Vancouver Talks Focus on Pressuring North Korea

South Korean Minister of Foreign Affairs Kang Kyung-wha, U.S. Secretary of State Rex Tillerson and Canada’s Minister of Foreign Affairs Chrystia Freeland attend the Foreign Ministers’ Meeting on Security and Stability on the Korean Peninsula in Vancouver,

Foreign ministers from 20 nations meeting in Vancouver in regard to North Korea say sanctions pressure must continue against the country until it abandons its nuclear weapons program.

Tuesday's ministerial talks in Canada come just days after a mistaken missile alert sparked panic in Hawaii, a sharp reminder of the fears over North Korea's nuclear aggression.

U.S. Secretary of State Rex Tillerson said the gathering of like-minded nations sends North Korean leader Kim Jong Un a unified message: "We will not accept a nuclear-armed North Korea."

The top U.S. diplomat urged China and Russia, which were not invited, to fully implement United Nations sanctions against North Korea.

"Additionally, we must increase the costs of the regime's behavior to the point that North Korea must come to the table for credible negotiations," Tillerson said during the opening of the talks.

He added that North Korea's missile tests pose a real threat to civilian air traffic, citing an example that lives of an estimated 152,110 people on 716 international flights could have been put in danger by North Korea's most recent missile launch back on November 28 of last year.

U.S. Secretary of State Rex Tillerson speaks with Canada’s Minister of Foreign Affairs Chrystia Freeland during the Foreign Ministers’ Meeting on Security and Stability on the Korean Peninsula in Vancouver, British Columbia, Canada, Jan. 16, 2018.

Canadian Foreign Minister Chrystia Freeland told those gathering in Vancouver that nations must improve the effectiveness of existing sanctions.

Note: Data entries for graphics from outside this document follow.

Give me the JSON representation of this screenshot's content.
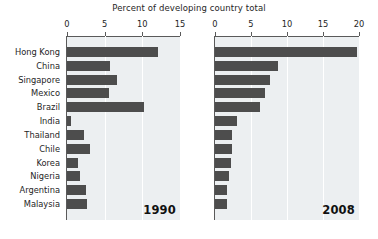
{
  "chart_data": {
    "type": "bar",
    "title": "Percent of developing country total",
    "orientation": "horizontal",
    "xlabel": "",
    "ylabel": "",
    "grid": true,
    "legend": "none",
    "categories": [
      "Hong Kong",
      "China",
      "Singapore",
      "Mexico",
      "Brazil",
      "India",
      "Thailand",
      "Chile",
      "Korea",
      "Nigeria",
      "Argentina",
      "Malaysia"
    ],
    "panels": [
      {
        "name": "1990",
        "annotation": "1990",
        "xlim": [
          0,
          15
        ],
        "xticks": [
          0,
          5,
          10,
          15
        ],
        "xticklabels": [
          "0",
          "5",
          "10",
          "15"
        ],
        "values": [
          12.1,
          5.7,
          6.7,
          5.6,
          10.2,
          0.5,
          2.3,
          3.0,
          1.5,
          1.7,
          2.5,
          2.7
        ]
      },
      {
        "name": "2008",
        "annotation": "2008",
        "xlim": [
          0,
          20
        ],
        "xticks": [
          0,
          5,
          10,
          15,
          20
        ],
        "xticklabels": [
          "0",
          "5",
          "10",
          "15",
          "20"
        ],
        "values": [
          19.7,
          8.7,
          7.6,
          7.0,
          6.2,
          3.1,
          2.3,
          2.4,
          2.2,
          2.0,
          1.7,
          1.6
        ]
      }
    ],
    "colors": {
      "bar": "#4d4d4d",
      "panel_background": "#eceff1",
      "gridline": "#ffffff",
      "axis": "#5a5a5a",
      "text": "#262626",
      "figure_background": "#ffffff"
    }
  }
}
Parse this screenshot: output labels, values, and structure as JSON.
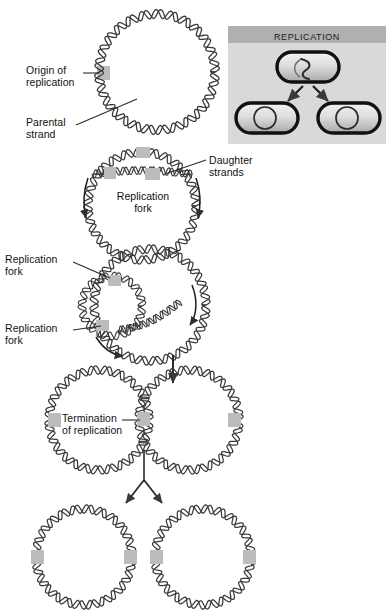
{
  "figure": {
    "type": "diagram",
    "background_color": "#ffffff",
    "stroke_color": "#3a3a3a",
    "origin_marker_color": "#b8b8b8"
  },
  "inset": {
    "header_label": "REPLICATION",
    "header_bg": "#b0b0b0",
    "body_bg": "#d9d9d9",
    "cells": [
      {
        "name": "parent-cell",
        "dna": "theta-replicating-chromosome"
      },
      {
        "name": "daughter-cell-left",
        "dna": "circular-chromosome"
      },
      {
        "name": "daughter-cell-right",
        "dna": "circular-chromosome"
      }
    ],
    "arrows": 2
  },
  "labels": {
    "origin_of_replication": "Origin of\nreplication",
    "parental_strand": "Parental\nstrand",
    "daughter_strands": "Daughter\nstrands",
    "replication_fork_stage2": "Replication\nfork",
    "replication_fork_upper": "Replication\nfork",
    "replication_fork_lower": "Replication\nfork",
    "termination_of_replication": "Termination\nof replication"
  },
  "stages": [
    {
      "id": "stage-1",
      "name": "parental-circular-chromosome",
      "description": "Single circular double-stranded DNA molecule with origin of replication"
    },
    {
      "id": "stage-2",
      "name": "replication-initiation-bubble",
      "description": "Replication bubble formed at origin; two replication forks move in opposite directions"
    },
    {
      "id": "stage-3",
      "name": "theta-structure",
      "description": "Theta-shaped intermediate with two replication forks advancing around the circle"
    },
    {
      "id": "stage-4",
      "name": "termination",
      "description": "Two interlocked daughter chromosomes meet at the termination site"
    },
    {
      "id": "stage-5",
      "name": "separated-daughter-chromosomes",
      "description": "Two separate identical circular daughter chromosomes"
    }
  ]
}
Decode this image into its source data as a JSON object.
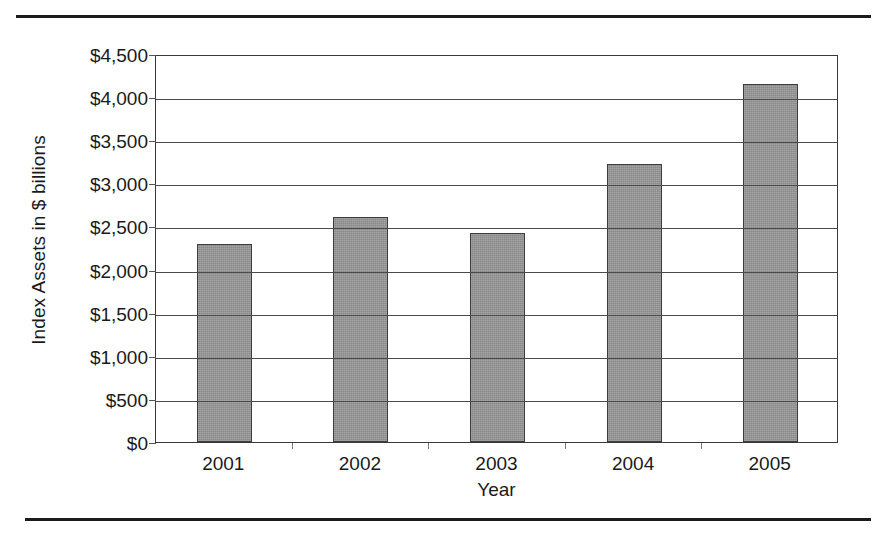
{
  "chart_data": {
    "type": "bar",
    "title": "",
    "subtitle": "",
    "xlabel": "Year",
    "ylabel": "Index Assets in $ billions",
    "categories": [
      "2001",
      "2002",
      "2003",
      "2004",
      "2005"
    ],
    "values": [
      2300,
      2610,
      2420,
      3220,
      4150
    ],
    "series": [
      {
        "name": "Index Assets",
        "values": [
          2300,
          2610,
          2420,
          3220,
          4150
        ]
      }
    ],
    "ylim": [
      0,
      4500
    ],
    "ytick_values": [
      0,
      500,
      1000,
      1500,
      2000,
      2500,
      3000,
      3500,
      4000,
      4500
    ],
    "ytick_labels": [
      "$0",
      "$500",
      "$1,000",
      "$1,500",
      "$2,000",
      "$2,500",
      "$3,000",
      "$3,500",
      "$4,000",
      "$4,500"
    ],
    "xtick_labels": [
      "2001",
      "2002",
      "2003",
      "2004",
      "2005"
    ],
    "grid": "horizontal",
    "legend": "none",
    "bar_color": "#979797",
    "bar_edge_color": "#3c3c3c",
    "axis_color": "#3a3a3a",
    "gridline_color": "#4a4a4a",
    "text_color": "#1a1a1a",
    "background_color": "#ffffff",
    "annotations": []
  },
  "decorations": {
    "top_rule_color": "#1c1c1c",
    "bottom_rule_color": "#1c1c1c"
  }
}
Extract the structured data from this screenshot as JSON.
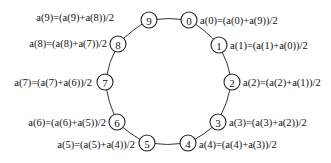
{
  "diagram": {
    "type": "ring",
    "center": {
      "x": 168,
      "y": 82
    },
    "node_radius": 8,
    "colors": {
      "stroke": "#222222",
      "edge": "#333333",
      "text": "#111111",
      "background": "#ffffff"
    },
    "nodes": [
      {
        "id": "0",
        "label": "0",
        "x": 189,
        "y": 20,
        "formula": "a(0)=(a(0)+a(9))/2",
        "fx": 200,
        "fy": 20,
        "anchor": "start"
      },
      {
        "id": "1",
        "label": "1",
        "x": 219,
        "y": 45,
        "formula": "a(1)=(a(1)+a(0))/2",
        "fx": 230,
        "fy": 45,
        "anchor": "start"
      },
      {
        "id": "2",
        "label": "2",
        "x": 232,
        "y": 82,
        "formula": "a(2)=(a(2)+a(1))/2",
        "fx": 243,
        "fy": 82,
        "anchor": "start"
      },
      {
        "id": "3",
        "label": "3",
        "x": 218,
        "y": 122,
        "formula": "a(3)=(a(3)+a(2))/2",
        "fx": 229,
        "fy": 122,
        "anchor": "start"
      },
      {
        "id": "4",
        "label": "4",
        "x": 188,
        "y": 143,
        "formula": "a(4)=(a(4)+a(3))/2",
        "fx": 199,
        "fy": 144,
        "anchor": "start"
      },
      {
        "id": "5",
        "label": "5",
        "x": 147,
        "y": 143,
        "formula": "a(5)=(a(5)+a(4))/2",
        "fx": 135,
        "fy": 144,
        "anchor": "end"
      },
      {
        "id": "6",
        "label": "6",
        "x": 117,
        "y": 122,
        "formula": "a(6)=(a(6)+a(5))/2",
        "fx": 106,
        "fy": 122,
        "anchor": "end"
      },
      {
        "id": "7",
        "label": "7",
        "x": 105,
        "y": 82,
        "formula": "a(7)=(a(7)+a(6))/2",
        "fx": 92,
        "fy": 82,
        "anchor": "end"
      },
      {
        "id": "8",
        "label": "8",
        "x": 118,
        "y": 44,
        "formula": "a(8)=(a(8)+a(7))/2",
        "fx": 107,
        "fy": 43,
        "anchor": "end"
      },
      {
        "id": "9",
        "label": "9",
        "x": 149,
        "y": 20,
        "formula": "a(9)=(a(9)+a(8))/2",
        "fx": 114,
        "fy": 17,
        "anchor": "end"
      }
    ],
    "edges": [
      [
        "9",
        "0"
      ],
      [
        "0",
        "1"
      ],
      [
        "1",
        "2"
      ],
      [
        "2",
        "3"
      ],
      [
        "3",
        "4"
      ],
      [
        "4",
        "5"
      ],
      [
        "5",
        "6"
      ],
      [
        "6",
        "7"
      ],
      [
        "7",
        "8"
      ],
      [
        "8",
        "9"
      ]
    ]
  }
}
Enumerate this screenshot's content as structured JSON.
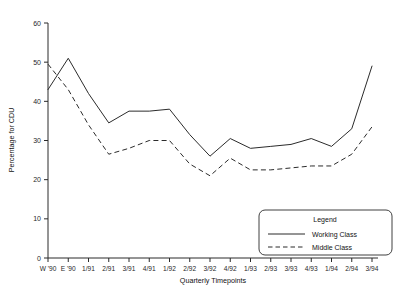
{
  "chart_data": {
    "type": "line",
    "title": "",
    "xlabel": "Quarterly Timepoints",
    "ylabel": "Percentage for CDU",
    "ylim": [
      0,
      60
    ],
    "yticks": [
      0,
      10,
      20,
      30,
      40,
      50,
      60
    ],
    "grid": false,
    "legend_position": "bottom-right",
    "legend_title": "Legend",
    "categories": [
      "W '90",
      "E '90",
      "1/91",
      "2/91",
      "3/91",
      "4/91",
      "1/92",
      "2/92",
      "3/92",
      "4/92",
      "1/93",
      "2/93",
      "3/93",
      "4/93",
      "1/94",
      "2/94",
      "3/94"
    ],
    "series": [
      {
        "name": "Working Class",
        "style": "solid",
        "values": [
          43.0,
          51.0,
          42.0,
          34.5,
          37.5,
          37.5,
          38.0,
          31.5,
          26.0,
          30.5,
          28.0,
          28.5,
          29.0,
          30.5,
          28.5,
          33.0,
          49.0
        ]
      },
      {
        "name": "Middle Class",
        "style": "dashed",
        "values": [
          49.5,
          43.0,
          34.0,
          26.5,
          28.0,
          30.0,
          30.0,
          24.0,
          21.0,
          25.5,
          22.5,
          22.5,
          23.0,
          23.5,
          23.5,
          26.5,
          33.5
        ]
      }
    ]
  },
  "axes": {
    "y_title": "Percentage for CDU",
    "x_title": "Quarterly Timepoints",
    "y_tick_labels": [
      "0",
      "10",
      "20",
      "30",
      "40",
      "50",
      "60"
    ],
    "x_tick_labels": [
      "W '90",
      "E '90",
      "1/91",
      "2/91",
      "3/91",
      "4/91",
      "1/92",
      "2/92",
      "3/92",
      "4/92",
      "1/93",
      "2/93",
      "3/93",
      "4/93",
      "1/94",
      "2/94",
      "3/94"
    ]
  },
  "legend": {
    "title": "Legend",
    "entries": [
      {
        "label": "Working Class",
        "style": "solid"
      },
      {
        "label": "Middle Class",
        "style": "dashed"
      }
    ]
  },
  "colors": {
    "line": "#2b2b2b",
    "axis": "#2a2a2a",
    "background": "#ffffff"
  }
}
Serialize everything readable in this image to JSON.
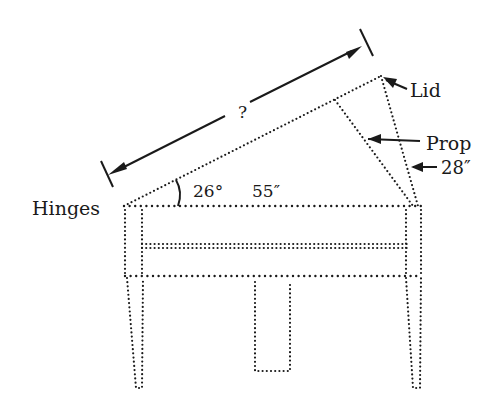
{
  "diagram": {
    "labels": {
      "hinges": "Hinges",
      "lid": "Lid",
      "prop": "Prop",
      "prop_length": "28″",
      "angle": "26°",
      "base_length": "55″",
      "unknown_length": "?"
    },
    "measurements": {
      "angle_deg": 26,
      "base_inches": 55,
      "prop_inches": 28,
      "lid_length": "?"
    },
    "colors": {
      "ink": "#1a1a1a",
      "background": "#ffffff"
    }
  }
}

State Department Policy Planning Director Brian Hook said ahead of the meeting that leaders want to show that diplomatic paths to resolve the situation are available, while another official said there will be no talk of military options.

North Korea has defied U.N. calls to refrain from nuclear and ballistic missile tests. November test of an intercontinental ballistic missile spiked tensions and sparked a war of words between U.S. President Donald Trump and Kim Jong Un.

Those tensions have eased somewhat in recent weeks, and representatives from North Korea and South Korea held their first formal talks in two years.

Chinese state media reported Tuesday that President Xi Jinping told Trump in a phone call there must be efforts to maintain that momentum.

Those attending the Vancouver talks include those nations that supported South Korea in the 1950-53 Korean War, as well as Japan and South Korea itself.

Stephen Noerper, senior policy director at the New York-based Korea Society, said it would be good if China and Russia were involved, but that those nations have sidestepped the sanctions against North Korea.

"It's China and Russia who would be the biggest violators in terms of what we've seen by way of transfers at sea of oils involving North Korean ships, and there have also been reports of Russia offloading coal, turning off its beacons and then going into North Korea," Noerper told VOA.